England Objects to the Treaty of Versailles, June 1, 1919

Journal of Liberal History

Election candidates 1945-2019: West Midlands region

The Liberal challenge was weak in the West Midland Region over the period 1945 to 1959 in common with most regions of Britain. The number of constituencies fought fluctuated wildly; 1945, 21; 1950, 31; 1951, 3; 1955, 4. The number of parliamentary constituencies in the region averaged just short of 60, a large proportion urban in character. Over 1951-55 only one Birmingham constituency was fought, virtually none in the adjoining Black Country conurbation. There was an encouraging increase in the number fought in 1959, 1964 and 1966. There were few by-elections locally over the immediate post-war decade, the Liberals always standing aside until Frank Owen fought Hereford in 1956. The record at by-elections improved dramatically from 1960 but occasional by-elections in the region went unfought until the 1970s. The front narrowed again in the General Election of 1970.

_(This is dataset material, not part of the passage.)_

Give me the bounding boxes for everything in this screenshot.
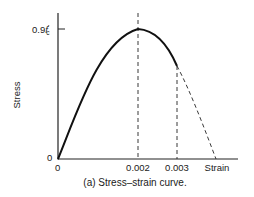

After a record showing in February 1974, the party fought every constituency in the region for the first time at the General Election in the following October. The front narrowed in 1979 when an electoral set back was anticipated after the Thorpe affair and the controversial Lib-Lab agreement of 1977-78. In 1983 and 1987 the Liberal Party and the SDP fought all the constituencies on a shared basis. Since the merger of 1988, the Liberal Democrats have contested virtually every constituency in the West Midland Region at by-elections and at the General Elections of 1992-2015. Exceptions were at West Bromwich West in 1997, where, by convention, the main parties did not nominate a candidate to oppose the Speaker and at Wyre Forest in 2001 and 2005, where the Liberal Democrats declined to oppose the Independent, Richard Taylor, who represented that constituency 2001-10 under the designation Health Concern, closely associating himself with the Liberal Democrat Parliamentary party and many of its policies in the Commons.

By prior agreement with the Green Party at the General Election of 2019, the Liberal Democrats did not nominate a candidate for the Cannock Chase constituency.